Maryland Tour 2 – Lower Western Shore – Prince George’s, Charles, and St. Mary’s Counties

Set in the rural landscapes of southern Maryland, this tour promises a rich immersion into four-centuries of Maryland’s agricultural landscape. 

Our first stop is Wyoming (circa 1760, 1800 and 1850), a well-preserved, gambrel-roofed frame house displaying a plan and form highly reflective of the Chesapeake with a pent chimney and telescoping additions. Next, we will visit a trio of mid-20th-century resources that were part of a community known as the Moyaone Reserve that focused on environmental conservation. The Kenah and Wagner houses are

Wagner House

two vernacular mid-century-Modern, owner-built dwellings, designed in sympathy with their natural landscapes.
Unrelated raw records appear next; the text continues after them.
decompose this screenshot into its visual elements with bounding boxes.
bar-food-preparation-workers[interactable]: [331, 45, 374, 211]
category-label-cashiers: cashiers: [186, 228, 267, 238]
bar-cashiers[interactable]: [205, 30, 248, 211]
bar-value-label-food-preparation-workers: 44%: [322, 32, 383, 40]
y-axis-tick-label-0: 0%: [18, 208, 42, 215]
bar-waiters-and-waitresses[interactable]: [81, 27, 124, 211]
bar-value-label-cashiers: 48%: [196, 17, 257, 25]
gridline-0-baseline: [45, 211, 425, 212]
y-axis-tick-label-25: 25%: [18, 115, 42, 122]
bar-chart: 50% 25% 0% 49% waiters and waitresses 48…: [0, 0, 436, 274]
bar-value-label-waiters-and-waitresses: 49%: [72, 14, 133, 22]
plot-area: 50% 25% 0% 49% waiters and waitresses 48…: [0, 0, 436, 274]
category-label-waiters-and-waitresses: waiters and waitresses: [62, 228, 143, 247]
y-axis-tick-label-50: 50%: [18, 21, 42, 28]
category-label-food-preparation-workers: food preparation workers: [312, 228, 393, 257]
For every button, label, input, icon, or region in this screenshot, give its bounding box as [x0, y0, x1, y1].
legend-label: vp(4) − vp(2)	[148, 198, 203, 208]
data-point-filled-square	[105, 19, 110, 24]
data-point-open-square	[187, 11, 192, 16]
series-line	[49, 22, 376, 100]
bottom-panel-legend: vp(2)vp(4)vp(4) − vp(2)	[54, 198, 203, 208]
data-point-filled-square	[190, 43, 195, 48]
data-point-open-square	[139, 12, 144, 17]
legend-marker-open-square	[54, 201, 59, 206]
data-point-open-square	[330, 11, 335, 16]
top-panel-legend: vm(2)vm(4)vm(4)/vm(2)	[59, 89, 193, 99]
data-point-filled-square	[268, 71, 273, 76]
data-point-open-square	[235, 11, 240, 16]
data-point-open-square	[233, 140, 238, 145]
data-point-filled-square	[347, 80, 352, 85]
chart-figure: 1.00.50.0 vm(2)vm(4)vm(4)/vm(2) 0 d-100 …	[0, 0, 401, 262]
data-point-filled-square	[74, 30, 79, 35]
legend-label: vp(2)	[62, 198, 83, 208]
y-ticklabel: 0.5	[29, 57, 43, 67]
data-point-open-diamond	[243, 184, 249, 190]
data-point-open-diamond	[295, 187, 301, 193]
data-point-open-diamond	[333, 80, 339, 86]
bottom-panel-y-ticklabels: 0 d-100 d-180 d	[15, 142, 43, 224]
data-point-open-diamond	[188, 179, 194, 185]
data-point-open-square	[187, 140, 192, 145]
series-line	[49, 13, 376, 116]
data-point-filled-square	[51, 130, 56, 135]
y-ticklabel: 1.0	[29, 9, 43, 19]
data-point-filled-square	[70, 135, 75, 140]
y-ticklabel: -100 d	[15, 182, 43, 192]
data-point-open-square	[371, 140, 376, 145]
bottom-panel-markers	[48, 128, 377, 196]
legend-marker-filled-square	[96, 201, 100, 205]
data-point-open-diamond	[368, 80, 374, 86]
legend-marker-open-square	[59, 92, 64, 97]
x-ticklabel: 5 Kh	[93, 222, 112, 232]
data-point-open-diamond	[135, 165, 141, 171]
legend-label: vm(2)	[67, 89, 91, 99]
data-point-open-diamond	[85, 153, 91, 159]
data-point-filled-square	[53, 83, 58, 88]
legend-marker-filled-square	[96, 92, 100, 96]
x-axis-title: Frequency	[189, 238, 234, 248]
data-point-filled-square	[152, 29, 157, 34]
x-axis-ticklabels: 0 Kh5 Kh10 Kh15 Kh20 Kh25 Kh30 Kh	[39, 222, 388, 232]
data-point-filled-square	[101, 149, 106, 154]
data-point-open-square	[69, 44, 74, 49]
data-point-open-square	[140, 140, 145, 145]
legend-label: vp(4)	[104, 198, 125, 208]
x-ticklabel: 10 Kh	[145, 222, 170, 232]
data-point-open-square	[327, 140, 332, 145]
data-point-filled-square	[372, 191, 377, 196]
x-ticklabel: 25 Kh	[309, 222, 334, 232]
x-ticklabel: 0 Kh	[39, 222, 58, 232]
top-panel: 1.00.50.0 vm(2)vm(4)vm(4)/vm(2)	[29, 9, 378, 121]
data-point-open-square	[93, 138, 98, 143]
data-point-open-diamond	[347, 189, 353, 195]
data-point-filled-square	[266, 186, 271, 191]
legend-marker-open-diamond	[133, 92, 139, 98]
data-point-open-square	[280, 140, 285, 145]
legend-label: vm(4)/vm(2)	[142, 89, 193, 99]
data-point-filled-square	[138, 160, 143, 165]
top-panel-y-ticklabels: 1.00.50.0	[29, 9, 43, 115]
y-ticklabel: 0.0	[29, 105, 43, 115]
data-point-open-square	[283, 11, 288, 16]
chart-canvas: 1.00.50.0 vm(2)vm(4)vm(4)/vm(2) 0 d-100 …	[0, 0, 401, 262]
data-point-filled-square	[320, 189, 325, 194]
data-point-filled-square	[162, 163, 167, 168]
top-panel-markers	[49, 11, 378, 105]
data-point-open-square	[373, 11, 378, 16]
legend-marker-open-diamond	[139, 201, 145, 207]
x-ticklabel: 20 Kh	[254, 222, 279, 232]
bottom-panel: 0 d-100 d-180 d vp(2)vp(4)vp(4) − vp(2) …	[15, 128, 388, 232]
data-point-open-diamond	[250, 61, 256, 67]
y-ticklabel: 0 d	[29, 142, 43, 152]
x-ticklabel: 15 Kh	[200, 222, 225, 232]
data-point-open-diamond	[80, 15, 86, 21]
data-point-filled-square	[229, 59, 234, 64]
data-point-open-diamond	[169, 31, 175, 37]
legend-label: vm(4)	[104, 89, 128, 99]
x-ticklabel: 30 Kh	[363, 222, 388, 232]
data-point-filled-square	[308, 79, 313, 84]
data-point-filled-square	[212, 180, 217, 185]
Nearby Hard Bargain Farm, the inspiration for the Moyaone Reserve, features a 1924 house and landscaped gardens along with a 20th-century farm yard. Originally intended as an agricultural getaway created by a Washington, DC artist and her husband, the house and farm currently serve as the headquarters for a non-profit foundation focusing on environmental education and a partner with Mount Vernon to preserve the Potomac River viewshed. We will lunch in the foundation’s Living Building, one of 13 projects worldwide to achieve full Living Building Challenge certification. The afternoon will showcase early Chesapeake building forms, materials and methods.  La Grange (circa 1760; 1830s) was home to Dr.James Craik, who later moved to Alexandria and treated George Washington. One of the most significant mid-18th-century houses in the region, La Grange represents the emergence on Maryland’s Western Shore of the Georgian plan and design aesthetic. Sarum, built in 1717, but with a carefully-executed 20th-century restoration, offers the chance to see early construction methods such as its timber-framing with tilted-false plate and subtle evidence of an early stair tower. We will make a quick stop at Port Tobacco, an early-18th-century port town that became one of the largest settlements on Maryland’s Western Shore before its decline in the mid-19th century due to the silting up of the Port Tobacco River. We will visit St. Francis Church, the oldest continually-used Catholic church in English America, and Newtown Manor, a 1789 Jesuit province house. On our way to dinner, we will explore the multi-phased Bond-Simms tobacco barn featuring early log construction, tilted false plates and a rare example of a tobacco prize. We will end the day at Sotterley, one of the most intact 18th- century plantations in Maryland. The property features a 1702 earthfast house with several later 18th-century expansions and a robust Colonial Revival rehabilitation, an intact circa 1830s slave quarter, and a beautiful vista of the Patuxent River.